Stroll began to raise eyebrows in 2010, when Ferrari, a legend in the sport, signed him to its development team at the age of 11, after scouts watched him dominate the North American go-karting ranks.

It helped immensely that Stroll's billionaire father, Lawrence, who made his fortune bankrolling designers such as Tommy Hilfiger and Michael Kors, had the financial might to fund Stroll's development. Formula 1 requires millions in seed money just to bring along a driver, even before signing on with a team. At the F1 level, most drivers are then expected to bring millions of their own money to the table as a prerequisite for competition.

But when Ferrari signed Stroll, the team was executing some crude math: Luring a champion away from another paddock could cost upwards of $30-million. Developing young talent from scratch costs a fraction of that.

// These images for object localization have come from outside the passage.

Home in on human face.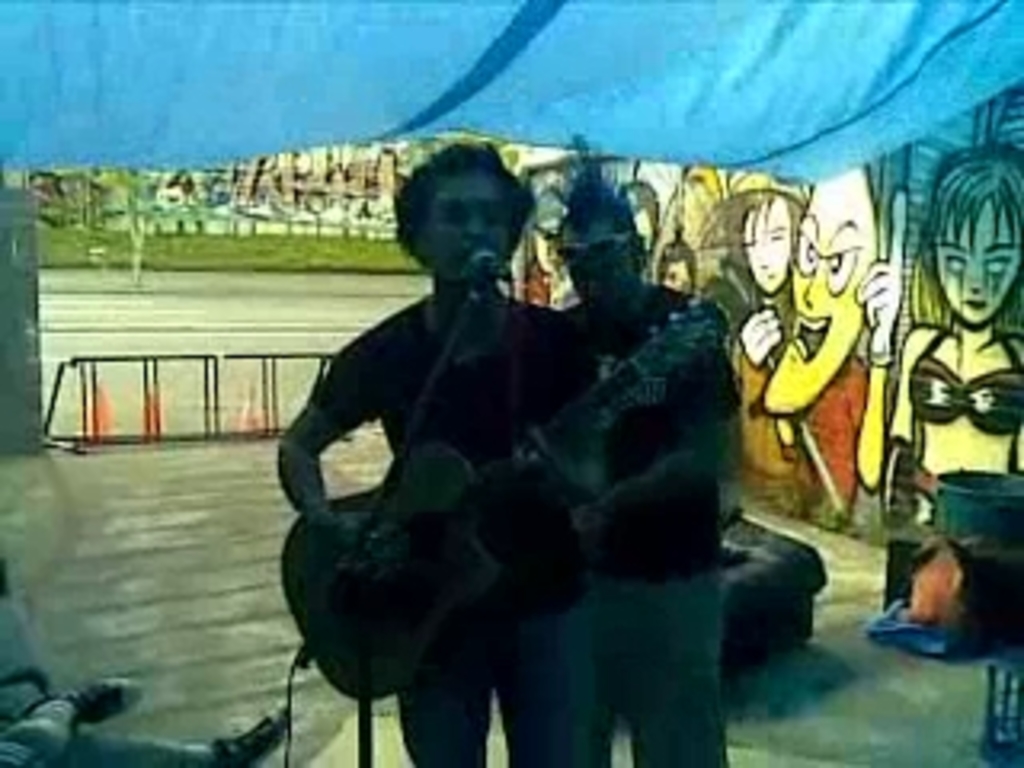
Homed in at bbox=[742, 205, 794, 285].
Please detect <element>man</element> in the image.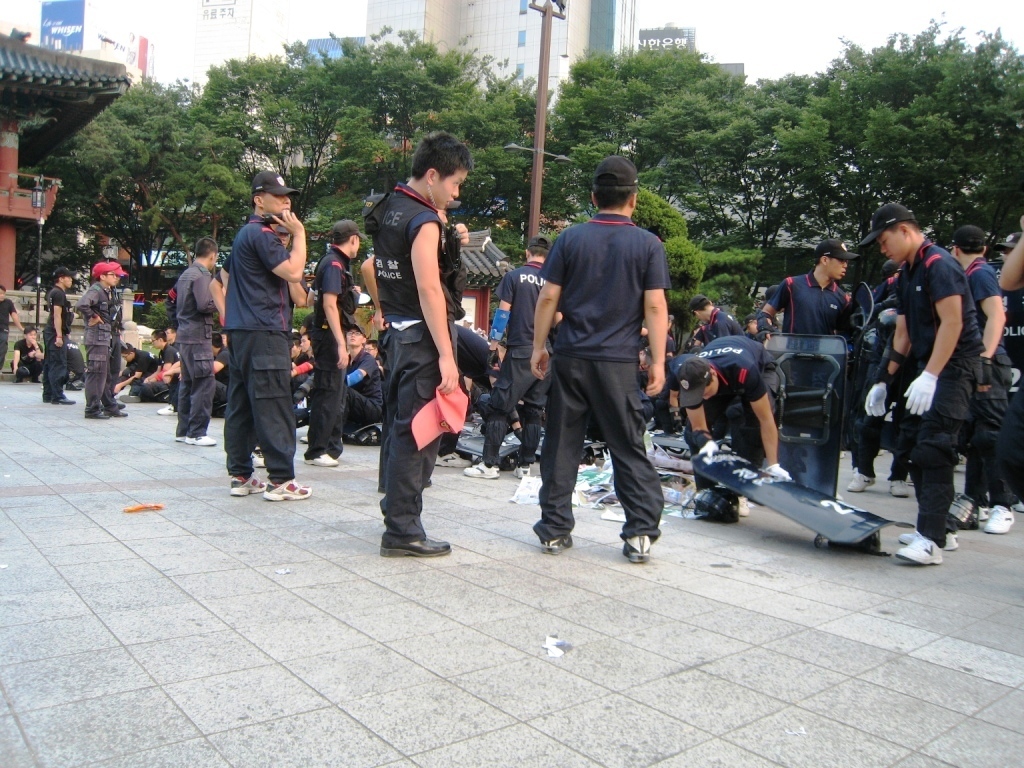
{"left": 356, "top": 137, "right": 478, "bottom": 554}.
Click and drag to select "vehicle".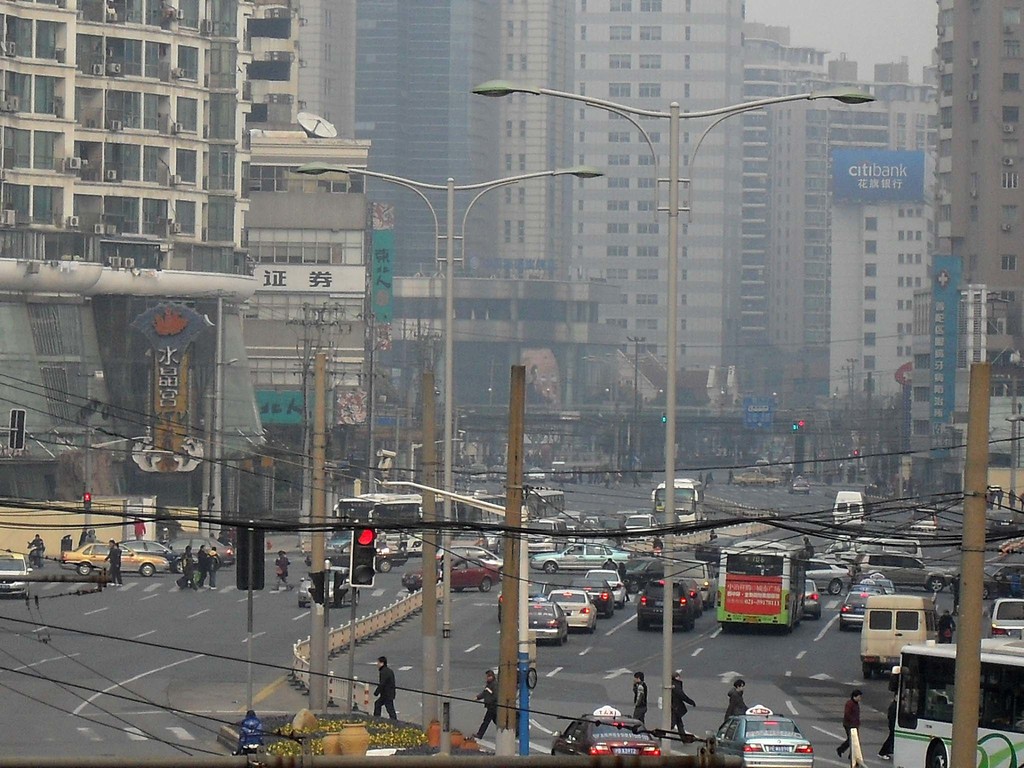
Selection: [x1=993, y1=600, x2=1023, y2=642].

However, late last year, with Stroll driving in F3 – one rung below the top circuit – he jumped ship to Williams, which appeared willing to offer him a faster route into F1. The move also came clouded in speculation that his father was seeking to put money into the team, and possibly take an ownership stake.

The impact of money in the sport is not lost on young Stroll.

"It's a bit ridiculous that a sport should be the way F1 is, where you should have to put in so much money to get to the top. I think it should be the opposite," he said this summer during a press conference held in his hometown during the Montreal Grand Prix.

"You need to put in a certain amount like any sport – if you play tennis you need to buy a racket – but to pay to drive for a team, that's wrong," he said, adding: "It's also the world we live in."

Since Stroll first emerged on the racing scene as a gangly kid, the question looming over him was whether he could deliver on the track, particularly as he graduated from go-karts to bigger, faster race cars.

His debut in F3 last year was a bumpy one – he was criticized by other drivers for questionable moves on the track that resulted in a one-race ban for causing an accident. Stroll eventually grew more comfortable, winning his first F3 race last October, then proceeded to dominate the circuit in 2016, winning 14 of 30 F3 races, and making the podium two-thirds of the time.

One of the perks of winning the F3 championship is that it comes with a licence to compete in F1, provided the driver can land a team.

Stroll's father confirmed to The Globe recently that his son will be making the jump to F1 next year. But he said he wasn't in a position to say which team it would be with.

The last time a Canadian drove on an F1 track was in 2006, with Jacques Villeneuve. Ontario-born Robert Wickens came close five years ago, serving as a reserve and test driver, but lacked the funding to secure a spot. There is a possibility that 21-year-old Torontonian Nicholas Latifi, a test driver for Renault, might soon graduate to F1.

Stroll's march toward F1 has long been forecast by racing insiders. In an interview with The Globe and Mail in 2011, British racing legend Mike Wilson, who scouted Stroll and agreed to coach him, called him an unusual talent.

"I've seen a lot of kids – fast kids," Wilson said at the time. "He's got that killing instinct. It's something that's born inside of you."